Constitutions Matter
Peter Schultz
Oligarchies
differ from republics in that oligarchs claim the right to rule/govern based on
their superiority while republicans claim the right to rule/govern based on
sameness.
At the
constitutional convention in Philadelphia in 1787, Ben Franklin tried to warn
the convention that it was creating a government that would be oligarchic by
creating an office, the presidency, that would attract people who thought they
should rule/govern because they were superior to, not the same as, the “common
people,” or “we the people.” In a speech on the presidency, Franklin proposed
that presidents not be paid because to do so would make that office attractive
to men characterized by avarice and ambition; that is, attractive to
acquisitive men who thought they were capable of and deserving of much wealth
and power because they were superior people. As a result, Franklin argued, peaceful
men would not seek the office, while those tending toward “violence” would. And
Franklin predicted that even after presidential elections, the victors would be
set upon by their rivals and subjected to vicious personal attacks.
Of course,
taking into account the presidencies of JFK, LBJ, Nixon, Carter, Reagan,
Clinton, Bush Jr., Obama, and Trump, it may be said that Franklin’s warnings
have proven correct. Each of these presidents and their presidencies have been
subjected to vicious personal attacks, and two of these presidents, Clinton and
Trump, have been impeached by the House of Representatives, although acquitted
by the Senate. And the “violence” of our politics is attested to by the degree
of security required to keep presidents alive. JFK was assassinated, while Ford
and Reagan were attacked, with the latter being wounded by gunfire. We are not privy to how many other attacks may
have been planned but we do know that George Wallace was attacked and crippled
while seeking the presidency.
I believe
what Franklin was on to was the fact that when rule is based on, legitimated by
claims of superiority, those who claim to be superior must deny the claims of
superiority made by their rivals, while of course asserting their own
superiority. This necessarily leads to vicious personal attacks, as well
apparently as physical attacks. These attacks may be said to be political
phenomena facilitated by our governmental arrangements, including of course the
office of the presidency. Want to change or moderate the violence, both
rhetorical and physical, of our politics, then we should change the
characteristics of our governmental arrangements. Perhaps it would be
worthwhile to limit presidents to one, four-year term in office, as well as
limiting the tenure of congresspersons and Supreme Court Justices.
In the Federalist Papers, Alexander Hamilton
wrote that “The love of fame [is] the ruling passion of the noblest minds,” thereby
indicating that he was desirous of drawing such men into the new government,
men like George Washington and, of course, himself.

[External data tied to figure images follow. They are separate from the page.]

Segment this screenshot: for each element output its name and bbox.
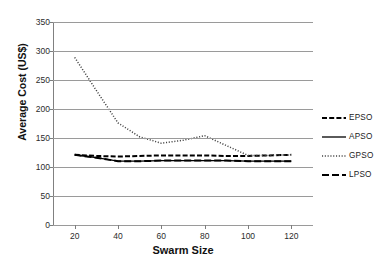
x-axis-tick-label: 100: [231, 231, 265, 241]
x-axis-tick-label: 40: [101, 231, 135, 241]
gridline: [53, 196, 313, 197]
x-axis-tick: [291, 225, 292, 229]
y-axis-tick: [49, 196, 53, 197]
legend-swatch-icon: [322, 170, 346, 180]
x-axis-tick-label: 60: [144, 231, 178, 241]
gridline: [53, 225, 313, 226]
legend-swatch-icon: [322, 132, 346, 142]
series-line-gpso: [75, 57, 292, 155]
gridline: [53, 22, 313, 23]
gridline: [53, 51, 313, 52]
legend-item-lpso[interactable]: LPSO: [322, 165, 384, 184]
x-axis-tick: [248, 225, 249, 229]
series-line-epso: [75, 155, 292, 157]
x-axis-tick-label: 80: [188, 231, 222, 241]
x-axis-tick: [118, 225, 119, 229]
legend: EPSOAPSOGPSOLPSO: [322, 108, 384, 184]
x-axis-tick-label: 120: [274, 231, 308, 241]
line-chart: Average Cost (US$) 050100150200250300350…: [0, 0, 387, 266]
gridline: [53, 167, 313, 168]
y-axis-tick: [49, 109, 53, 110]
gridline: [53, 138, 313, 139]
x-axis-tick-label: 20: [58, 231, 92, 241]
x-axis-tick: [205, 225, 206, 229]
legend-item-apso[interactable]: APSO: [322, 127, 384, 146]
y-axis-tick: [49, 80, 53, 81]
gridline: [53, 109, 313, 110]
y-axis-tick: [49, 22, 53, 23]
legend-label: APSO: [346, 132, 373, 141]
x-axis-tick: [75, 225, 76, 229]
x-axis-tick: [161, 225, 162, 229]
x-axis-title: Swarm Size: [53, 244, 313, 256]
y-axis-tick: [49, 138, 53, 139]
y-axis-tick: [49, 51, 53, 52]
y-axis-tick: [49, 225, 53, 226]
legend-item-epso[interactable]: EPSO: [322, 108, 384, 127]
legend-label: LPSO: [346, 170, 372, 179]
legend-item-gpso[interactable]: GPSO: [322, 146, 384, 165]
y-axis-tick: [49, 167, 53, 168]
legend-swatch-icon: [322, 113, 346, 123]
gridline: [53, 80, 313, 81]
legend-swatch-icon: [322, 151, 346, 161]
legend-label: GPSO: [346, 151, 373, 160]
legend-label: EPSO: [346, 113, 373, 122]
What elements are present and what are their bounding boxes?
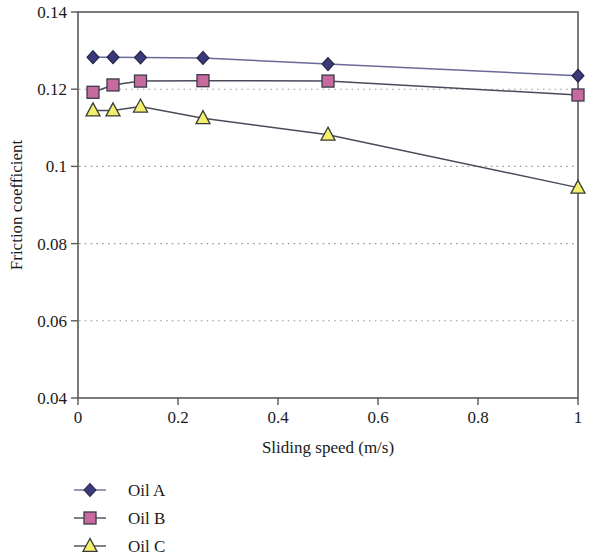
legend-label: Oil C: [128, 537, 165, 556]
y-tick-label: 0.04: [37, 389, 67, 408]
chart-figure: 0.040.060.080.10.120.14 00.20.40.60.81 S…: [0, 0, 591, 557]
x-axis-ticks: 00.20.40.60.81: [74, 398, 583, 427]
legend-item-oil-a[interactable]: Oil A: [74, 481, 166, 500]
x-axis-title: Sliding speed (m/s): [262, 438, 394, 457]
data-point-marker-square: [87, 86, 99, 98]
data-point-marker-square: [197, 75, 209, 87]
data-point-marker-square: [107, 79, 119, 91]
series-oil-a: [87, 51, 584, 83]
friction-coefficient-line-chart: 0.040.060.080.10.120.14 00.20.40.60.81 S…: [0, 0, 591, 557]
data-point-marker-diamond: [87, 51, 99, 64]
data-point-marker-diamond: [572, 69, 584, 82]
data-point-marker-diamond: [322, 58, 334, 71]
x-tick-label: 0.2: [167, 408, 188, 427]
x-tick-label: 0.6: [367, 408, 388, 427]
data-point-marker-square: [572, 89, 584, 101]
y-tick-label: 0.14: [37, 3, 67, 22]
data-point-marker-triangle: [134, 99, 148, 112]
data-point-marker-diamond: [197, 51, 209, 64]
data-point-marker-diamond: [84, 484, 96, 497]
data-point-marker-square: [322, 75, 334, 87]
x-tick-label: 1: [574, 408, 583, 427]
data-point-marker-diamond: [107, 51, 119, 64]
y-tick-label: 0.1: [46, 157, 67, 176]
x-tick-label: 0.4: [267, 408, 289, 427]
gridlines: [79, 89, 577, 321]
x-tick-label: 0.8: [467, 408, 488, 427]
legend-label: Oil B: [128, 509, 165, 528]
data-point-marker-square: [84, 512, 96, 524]
legend-item-oil-c[interactable]: Oil C: [74, 537, 165, 556]
legend-item-oil-b[interactable]: Oil B: [74, 509, 165, 528]
chart-legend: Oil AOil BOil C: [74, 481, 166, 556]
y-axis-ticks: 0.040.060.080.10.120.14: [37, 3, 78, 408]
y-tick-label: 0.12: [37, 80, 67, 99]
data-point-marker-triangle: [83, 538, 97, 551]
data-point-marker-square: [135, 75, 147, 87]
data-point-marker-diamond: [135, 51, 147, 64]
series-line: [93, 81, 578, 95]
y-tick-label: 0.06: [37, 312, 67, 331]
series-oil-c: [86, 99, 585, 193]
series-line: [93, 57, 578, 76]
data-point-marker-triangle: [86, 103, 100, 116]
series-line: [93, 107, 578, 188]
x-tick-label: 0: [74, 408, 83, 427]
y-tick-label: 0.08: [37, 235, 67, 254]
y-axis-title: Friction coefficient: [7, 140, 26, 271]
data-series-layer: [86, 51, 585, 193]
series-oil-b: [87, 75, 584, 101]
legend-label: Oil A: [128, 481, 166, 500]
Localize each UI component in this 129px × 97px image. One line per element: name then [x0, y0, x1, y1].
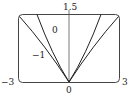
y-tick-top: 1.5 — [63, 3, 77, 12]
x-tick-right: 3 — [122, 78, 128, 87]
curve-label-inner: 0 — [52, 26, 58, 35]
x-tick-left: −3 — [1, 78, 14, 87]
curve-inner-right — [69, 15, 101, 83]
curve-label-outer: −1 — [32, 51, 45, 60]
curve-outer-right — [69, 17, 119, 83]
phase-plot — [0, 0, 129, 97]
x-tick-center: 0 — [66, 86, 72, 95]
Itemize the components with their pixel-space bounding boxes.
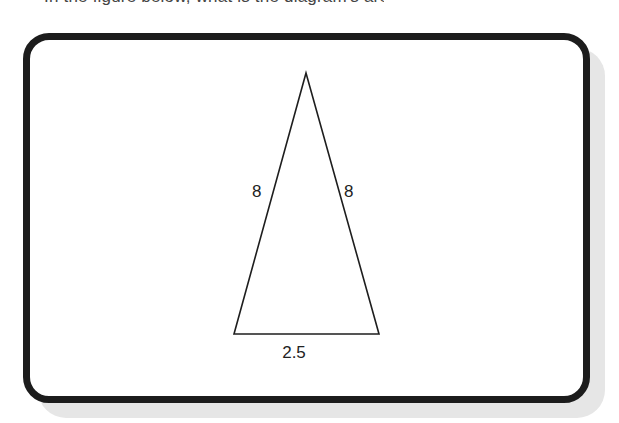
triangle-shape xyxy=(234,73,379,334)
right-side-label: 8 xyxy=(344,182,353,201)
base-label: 2.5 xyxy=(282,343,306,362)
triangle-diagram: 8 8 2.5 xyxy=(0,0,619,423)
left-side-label: 8 xyxy=(252,182,261,201)
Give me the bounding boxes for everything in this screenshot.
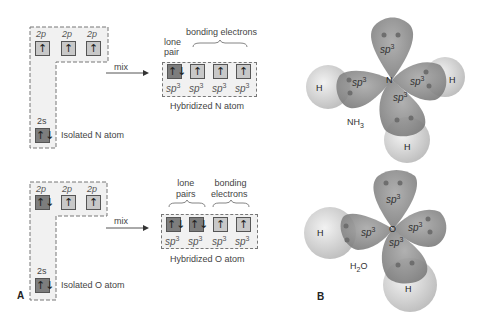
- ammonia-sp3-label-right: sp3: [410, 75, 424, 87]
- ammonia-sp3-label-left: sp3: [352, 76, 366, 88]
- panel-b-letter: B: [317, 291, 324, 302]
- ammonia-sp3-label-bottom: sp3: [393, 91, 407, 103]
- water-sp3-label-right: sp3: [408, 221, 422, 233]
- molecule-illustrations: [0, 0, 490, 323]
- water-formula: H2O: [350, 261, 367, 273]
- ammonia-hydrogen-right: H: [449, 75, 456, 85]
- water-hydrogen-bottom: H: [405, 284, 412, 294]
- water-central-atom-label: O: [389, 224, 396, 234]
- ammonia-formula: NH3: [347, 117, 364, 129]
- water-sp3-label-top: sp3: [386, 193, 400, 205]
- ammonia-hydrogen-left: H: [316, 83, 323, 93]
- ammonia-sp3-label-top: sp3: [380, 43, 394, 55]
- water-sp3-label-left: sp3: [361, 226, 375, 238]
- ammonia-molecule: [306, 18, 465, 164]
- water-hydrogen-left: H: [317, 228, 324, 238]
- water-sp3-label-bottom: sp3: [389, 236, 403, 248]
- ammonia-central-atom-label: N: [386, 75, 393, 85]
- ammonia-hydrogen-bottom: H: [404, 142, 411, 152]
- water-molecule: [304, 170, 446, 312]
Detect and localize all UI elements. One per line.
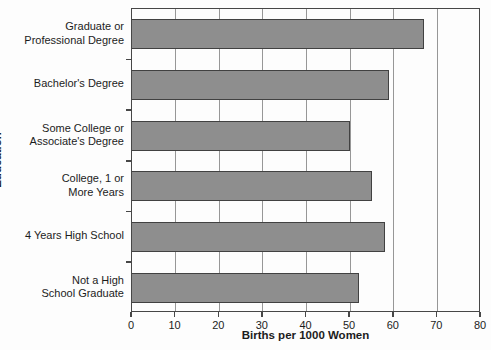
y-axis-tick [126, 160, 131, 162]
category-label: Bachelor's Degree [2, 77, 124, 91]
category-label: Some College or Associate's Degree [2, 121, 124, 148]
bar [132, 121, 350, 151]
x-axis-tick [479, 312, 481, 317]
x-tick-label: 70 [430, 319, 442, 331]
gridline [393, 9, 394, 311]
x-axis-tick [261, 312, 263, 317]
bar [132, 222, 385, 252]
category-label: 4 Years High School [2, 229, 124, 243]
x-tick-label: 30 [256, 319, 268, 331]
x-tick-label: 10 [169, 319, 181, 331]
bar [132, 70, 389, 100]
gridline [306, 9, 307, 311]
gridline [350, 9, 351, 311]
x-axis-tick [218, 312, 220, 317]
category-label: Not a High School Graduate [2, 273, 124, 300]
bar [132, 273, 359, 303]
y-axis-tick [126, 261, 131, 263]
x-tick-label: 20 [212, 319, 224, 331]
category-label: College, 1 or More Years [2, 172, 124, 199]
y-axis-tick [126, 59, 131, 61]
x-tick-label: 40 [299, 319, 311, 331]
x-tick-label: 50 [343, 319, 355, 331]
bar-chart-figure: Education Births per 1000 Women Graduate… [0, 0, 491, 350]
x-tick-label: 0 [128, 319, 134, 331]
gridline [262, 9, 263, 311]
gridline [175, 9, 176, 311]
y-axis-tick [126, 211, 131, 213]
category-label: Graduate or Professional Degree [2, 20, 124, 47]
x-axis-tick [436, 312, 438, 317]
bar [132, 171, 372, 201]
bar [132, 19, 424, 49]
x-axis-tick [348, 312, 350, 317]
y-axis-tick [126, 109, 131, 111]
x-tick-label: 80 [474, 319, 486, 331]
gridline [437, 9, 438, 311]
x-axis-tick [130, 312, 132, 317]
x-axis-tick [392, 312, 394, 317]
plot-area [131, 8, 480, 312]
gridline [219, 9, 220, 311]
x-tick-label: 60 [387, 319, 399, 331]
x-axis-tick [174, 312, 176, 317]
x-axis-tick [305, 312, 307, 317]
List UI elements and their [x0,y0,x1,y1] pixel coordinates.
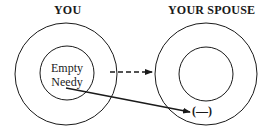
solid-arrow [66,88,190,112]
spouse-title: YOUR SPOUSE [168,3,255,18]
spouse-inner-circle [179,47,233,101]
you-title: YOU [54,3,81,18]
you-inner-text: Empty Needy [47,61,87,89]
needy-label: Needy [47,75,87,89]
diagram-canvas [0,0,270,137]
spouse-marker: (—) [192,104,212,119]
empty-label: Empty [47,61,87,75]
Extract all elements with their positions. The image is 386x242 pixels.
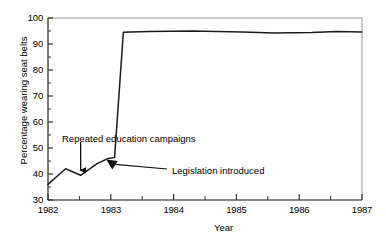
x-axis-title: Year (214, 222, 233, 233)
x-tick-label: 1987 (342, 204, 382, 215)
data-series-line (48, 31, 362, 184)
annotation-education-campaigns: Repeated education campaigns (62, 133, 196, 144)
seat-belt-line-chart: Percentage wearing seat belts Year Repea… (0, 0, 386, 242)
x-tick-label: 1986 (279, 204, 319, 215)
y-tick-label: 80 (0, 64, 43, 75)
y-tick-label: 60 (0, 116, 43, 127)
y-tick-label: 40 (0, 168, 43, 179)
y-tick-label: 50 (0, 142, 43, 153)
y-tick-label: 70 (0, 90, 43, 101)
annotation-legislation-introduced: Legislation introduced (172, 165, 264, 176)
x-tick-label: 1984 (154, 204, 194, 215)
y-tick-label: 100 (0, 12, 43, 23)
x-axis-ticks (48, 194, 362, 200)
x-tick-label: 1985 (216, 204, 256, 215)
x-tick-label: 1982 (28, 204, 68, 215)
x-tick-label: 1983 (91, 204, 131, 215)
legislation-leader-line (115, 164, 167, 169)
y-axis-ticks (48, 18, 53, 200)
y-tick-label: 90 (0, 38, 43, 49)
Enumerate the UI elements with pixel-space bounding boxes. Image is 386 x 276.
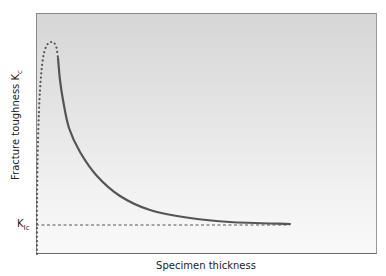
y-axis-label-main: Fracture toughness K — [10, 74, 21, 180]
fracture-toughness-chart: Fracture toughness Kc KIc Specimen thick… — [0, 0, 386, 276]
chart-curves — [0, 0, 386, 276]
solid-toughness-curve — [58, 58, 290, 224]
kic-label: KIc — [17, 218, 29, 232]
dotted-rising-curve — [37, 42, 58, 254]
y-axis-label-subscript: c — [16, 70, 24, 74]
y-axis-label: Fracture toughness Kc — [10, 70, 24, 180]
x-axis-label: Specimen thickness — [156, 260, 256, 271]
kic-label-subscript: Ic — [24, 224, 30, 232]
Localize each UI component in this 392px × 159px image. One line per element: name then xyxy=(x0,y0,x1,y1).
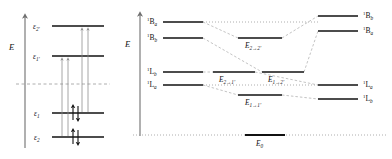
svg-text:ε1': ε1' xyxy=(33,52,41,62)
label-E0: E0 xyxy=(255,139,264,149)
connector-E21p-1La xyxy=(255,72,318,85)
label-1La-right: 1La xyxy=(363,80,373,90)
label-1La-left: 1La xyxy=(147,80,157,90)
right-panel: E 1Ba 1Bb 1Lb 1La xyxy=(124,11,388,149)
connector-E22p-1Bb xyxy=(282,16,318,38)
label-1Bb-left: 1Bb xyxy=(147,33,157,43)
label-1Lb-right: 1Lb xyxy=(363,94,373,104)
svg-text:ε2': ε2' xyxy=(33,22,41,32)
right-axis-label: E xyxy=(124,39,131,49)
label-1Ba-right: 1Ba xyxy=(363,26,373,36)
label-E12p: E1→2' xyxy=(267,75,285,85)
label-1Ba-left: 1Ba xyxy=(147,17,157,27)
connector-E11p-1Lb xyxy=(282,95,318,99)
label-1Bb-right: 1Bb xyxy=(363,11,373,21)
connector-E12p-1Ba xyxy=(304,31,318,72)
svg-text:ε2: ε2 xyxy=(34,133,40,143)
connector-1Ba-E22p xyxy=(203,22,238,38)
label-E21p: E2→1' xyxy=(218,75,236,85)
label-eps1p: ε1' xyxy=(33,52,41,62)
energy-level-diagram: E ε2' ε1' ε1 ε2 xyxy=(0,0,392,159)
left-panel: E ε2' ε1' ε1 ε2 xyxy=(8,16,110,148)
left-axis-label: E xyxy=(8,42,15,52)
label-E22p: E2→2' xyxy=(244,41,262,51)
label-eps2p: ε2' xyxy=(33,22,41,32)
svg-text:ε1: ε1 xyxy=(34,109,40,119)
label-1Lb-left: 1Lb xyxy=(147,67,157,77)
connector-1Bb-E12p xyxy=(203,38,262,72)
label-eps2: ε2 xyxy=(34,133,40,143)
connector-1La-E11p xyxy=(203,85,238,95)
label-eps1: ε1 xyxy=(34,109,40,119)
label-E11p: E1→1' xyxy=(244,98,262,108)
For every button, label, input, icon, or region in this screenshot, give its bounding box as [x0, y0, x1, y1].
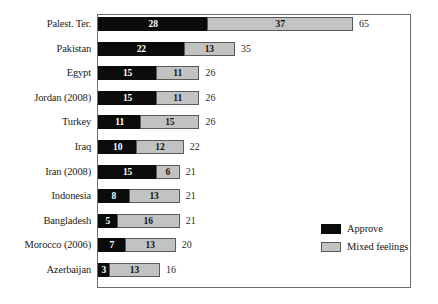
bar-segment-approve: 11 — [98, 115, 141, 129]
chart-row: Indonesia81321 — [0, 189, 438, 214]
category-label: Jordan (2008) — [0, 91, 91, 105]
bar-total-label: 22 — [190, 140, 200, 154]
bar-value-mixed-feelings: 13 — [130, 265, 139, 275]
bar-value-approve: 28 — [149, 19, 158, 29]
bar-value-mixed-feelings: 16 — [144, 216, 153, 226]
stacked-bar: 2837 — [98, 17, 354, 31]
bar-segment-approve: 5 — [98, 214, 118, 228]
chart-legend: Approve Mixed feelings — [321, 221, 408, 257]
bar-segment-approve: 15 — [98, 66, 157, 80]
bar-value-mixed-feelings: 11 — [173, 93, 182, 103]
legend-item-approve: Approve — [321, 221, 408, 236]
stacked-bar: 2213 — [98, 42, 236, 56]
legend-label-approve: Approve — [347, 223, 383, 235]
bar-value-approve: 3 — [102, 265, 107, 275]
bar-value-mixed-feelings: 15 — [165, 117, 174, 127]
category-label: Egypt — [0, 66, 91, 80]
bar-value-approve: 11 — [115, 117, 124, 127]
stacked-bar: 1511 — [98, 91, 200, 105]
bar-total-label: 35 — [241, 42, 251, 56]
stacked-bar: 1012 — [98, 140, 185, 154]
bar-segment-mixed-feelings: 12 — [136, 140, 183, 154]
bar-value-approve: 15 — [123, 167, 132, 177]
stacked-bar: 516 — [98, 214, 181, 228]
category-label: Turkey — [0, 115, 91, 129]
bar-segment-mixed-feelings: 6 — [156, 165, 180, 179]
legend-label-mixed-feelings: Mixed feelings — [347, 241, 408, 253]
bar-segment-approve: 28 — [98, 17, 208, 31]
bar-total-label: 65 — [359, 17, 369, 31]
chart-row: Iran (2008)15621 — [0, 165, 438, 190]
bar-value-mixed-feelings: 12 — [155, 142, 164, 152]
bar-value-approve: 7 — [109, 240, 114, 250]
bar-value-mixed-feelings: 13 — [205, 44, 214, 54]
bar-value-approve: 15 — [123, 68, 132, 78]
bar-value-mixed-feelings: 11 — [173, 68, 182, 78]
category-label: Pakistan — [0, 42, 91, 56]
bar-segment-approve: 22 — [98, 42, 185, 56]
bar-segment-approve: 10 — [98, 140, 137, 154]
bar-value-mixed-feelings: 13 — [146, 240, 155, 250]
bar-total-label: 26 — [205, 91, 215, 105]
bar-value-approve: 22 — [137, 44, 146, 54]
bar-value-mixed-feelings: 13 — [149, 191, 158, 201]
category-label: Morocco (2006) — [0, 238, 91, 252]
stacked-bar-chart: Palest. Ter.283765Pakistan221335Egypt151… — [0, 0, 438, 304]
chart-row: Iraq101222 — [0, 140, 438, 165]
bar-value-approve: 8 — [111, 191, 116, 201]
bar-value-mixed-feelings: 37 — [276, 19, 285, 29]
bar-segment-mixed-feelings: 13 — [129, 189, 180, 203]
legend-swatch-mixed-feelings-icon — [321, 242, 341, 252]
stacked-bar: 156 — [98, 165, 181, 179]
chart-row: Turkey111526 — [0, 115, 438, 140]
chart-row: Egypt151126 — [0, 66, 438, 91]
bar-segment-mixed-feelings: 37 — [207, 17, 353, 31]
bar-total-label: 21 — [186, 165, 196, 179]
chart-row: Palest. Ter.283765 — [0, 17, 438, 42]
category-label: Indonesia — [0, 189, 91, 203]
bar-segment-approve: 7 — [98, 238, 126, 252]
stacked-bar: 1511 — [98, 66, 200, 80]
category-label: Iraq — [0, 140, 91, 154]
legend-swatch-approve-icon — [321, 224, 341, 234]
bar-total-label: 20 — [182, 238, 192, 252]
bar-total-label: 21 — [186, 189, 196, 203]
category-label: Bangladesh — [0, 214, 91, 228]
bar-segment-mixed-feelings: 11 — [156, 66, 199, 80]
chart-row: Jordan (2008)151126 — [0, 91, 438, 116]
category-label: Palest. Ter. — [0, 17, 91, 31]
category-label: Iran (2008) — [0, 165, 91, 179]
bar-segment-mixed-feelings: 15 — [140, 115, 199, 129]
legend-item-mixed-feelings: Mixed feelings — [321, 239, 408, 254]
bar-segment-mixed-feelings: 11 — [156, 91, 199, 105]
bar-segment-mixed-feelings: 13 — [125, 238, 176, 252]
bar-segment-mixed-feelings: 16 — [117, 214, 180, 228]
chart-row: Pakistan221335 — [0, 42, 438, 67]
bar-value-approve: 15 — [123, 93, 132, 103]
stacked-bar: 313 — [98, 263, 161, 277]
bar-total-label: 26 — [205, 66, 215, 80]
bar-total-label: 26 — [205, 115, 215, 129]
chart-row: Azerbaijan31316 — [0, 263, 438, 288]
bar-segment-mixed-feelings: 13 — [184, 42, 235, 56]
stacked-bar: 1115 — [98, 115, 200, 129]
bar-total-label: 21 — [186, 214, 196, 228]
bar-segment-approve: 15 — [98, 165, 157, 179]
bar-segment-approve: 8 — [98, 189, 130, 203]
bar-segment-mixed-feelings: 13 — [109, 263, 160, 277]
category-label: Azerbaijan — [0, 263, 91, 277]
bar-segment-approve: 15 — [98, 91, 157, 105]
stacked-bar: 813 — [98, 189, 181, 203]
bar-value-mixed-feelings: 6 — [166, 167, 171, 177]
bar-total-label: 16 — [166, 263, 176, 277]
bar-value-approve: 10 — [113, 142, 122, 152]
stacked-bar: 713 — [98, 238, 177, 252]
bar-value-approve: 5 — [106, 216, 111, 226]
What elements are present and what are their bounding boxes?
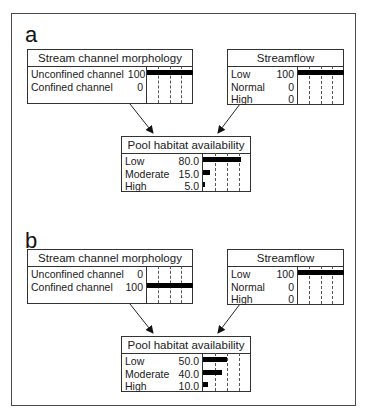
state-row: Low100 [231,268,294,281]
belief-bar [298,270,344,275]
node-pool-habitat-availability-a[interactable]: Pool habitat availability Low80.0 Modera… [121,136,251,192]
arrow-streamflow-to-pool-a [218,104,240,133]
belief-bar [298,70,344,75]
node-title: Stream channel morphology [28,250,192,267]
node-title: Streamflow [228,250,343,267]
state-row: High0 [231,293,294,306]
node-title: Pool habitat availability [122,137,250,154]
node-streamflow-b[interactable]: Streamflow Low100 Normal0 High0 [227,249,344,305]
state-row: Moderate40.0 [125,368,199,381]
panel-label-a: a [25,24,37,46]
belief-bars [202,353,250,391]
belief-bars [297,266,343,304]
belief-bars [297,66,343,104]
state-row: High5.0 [125,180,199,193]
state-row: Confined channel100 [31,281,143,294]
node-title: Stream channel morphology [28,50,192,67]
arrow-morphology-to-pool-b [130,304,153,333]
node-stream-channel-morphology-a[interactable]: Stream channel morphology Unconfined cha… [27,49,193,104]
belief-bars [146,66,192,103]
belief-bars [146,266,192,303]
belief-bar [147,70,193,75]
belief-bar [203,157,241,162]
state-row: High10.0 [125,380,199,393]
state-row: Unconfined channel0 [31,268,143,281]
node-stream-channel-morphology-b[interactable]: Stream channel morphology Unconfined cha… [27,249,193,304]
arrow-streamflow-to-pool-b [218,304,240,333]
node-pool-habitat-availability-b[interactable]: Pool habitat availability Low50.0 Modera… [121,336,251,392]
belief-bar [147,283,193,288]
state-row: Normal0 [231,281,294,294]
state-row: Moderate15.0 [125,168,199,181]
state-row: Low100 [231,68,294,81]
state-row: Normal0 [231,81,294,94]
node-streamflow-a[interactable]: Streamflow Low100 Normal0 High0 [227,49,344,105]
belief-bar [203,182,205,187]
state-row: Low50.0 [125,355,199,368]
belief-bars [202,153,250,191]
belief-bar [203,382,208,387]
state-row: Confined channel0 [31,81,143,94]
belief-bar [203,370,222,375]
belief-bar [203,357,227,362]
state-row: Unconfined channel100 [31,68,143,81]
node-title: Pool habitat availability [122,337,250,354]
state-row: Low80.0 [125,155,199,168]
arrow-morphology-to-pool-a [130,104,153,133]
belief-bar [203,170,210,175]
node-title: Streamflow [228,50,343,67]
state-row: High0 [231,93,294,106]
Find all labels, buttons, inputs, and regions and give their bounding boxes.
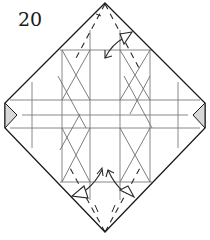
fold-arrows-bottom — [72, 168, 134, 198]
diagonal-creases — [58, 50, 152, 182]
left-flap — [5, 103, 17, 128]
origami-diagram — [0, 0, 210, 240]
right-flap — [193, 103, 205, 128]
diamond-outline — [5, 3, 205, 232]
fold-arrows-top — [105, 32, 132, 58]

The office of the president
would, Hamilton hoped, draw into the government men who desired, perhaps above
all else, fame, which is a kind of immortality. But this was precisely Franklin’s
concern, because such offices and such men would make the new government oligarchic
rather than republican, with the attendant violence accompanying such
oligarchies. “Great men” seek to create “great empires,” thereby demonstrating
their own “greatness,” while earning a measure of immortality. But such men and
such empires are encumbered by violence and a violent politics, both at home
and abroad.
Others saw
and were concerned with this possibility, mainly among those labeled
“Anti-Federalists.” Patrick Henry argued in the Virginia ratifying convention
that the Constitution had “an awful squinting,” it “squinted in the direction
of monarchy” and toward a government characterized by great armies and war. By
implication, Henry saw the roots of what is today called “American
exceptionalism,” that is, the claim that because America and Americans are
superior, it and they have the right to rule/govern the world. Those roots lay
in the newly proposed constitution. As Henry said, and I am paraphrasing, in
its youth the American nation was not about greatness, political, economic, or
military greatness, but about individual liberty. And that youthful nation aspired
not to a “splendid government” like those embraced by the monarchies of the
world, but to a republican government and a republican society. It might do us
well to recall what Franklin and Henry were about.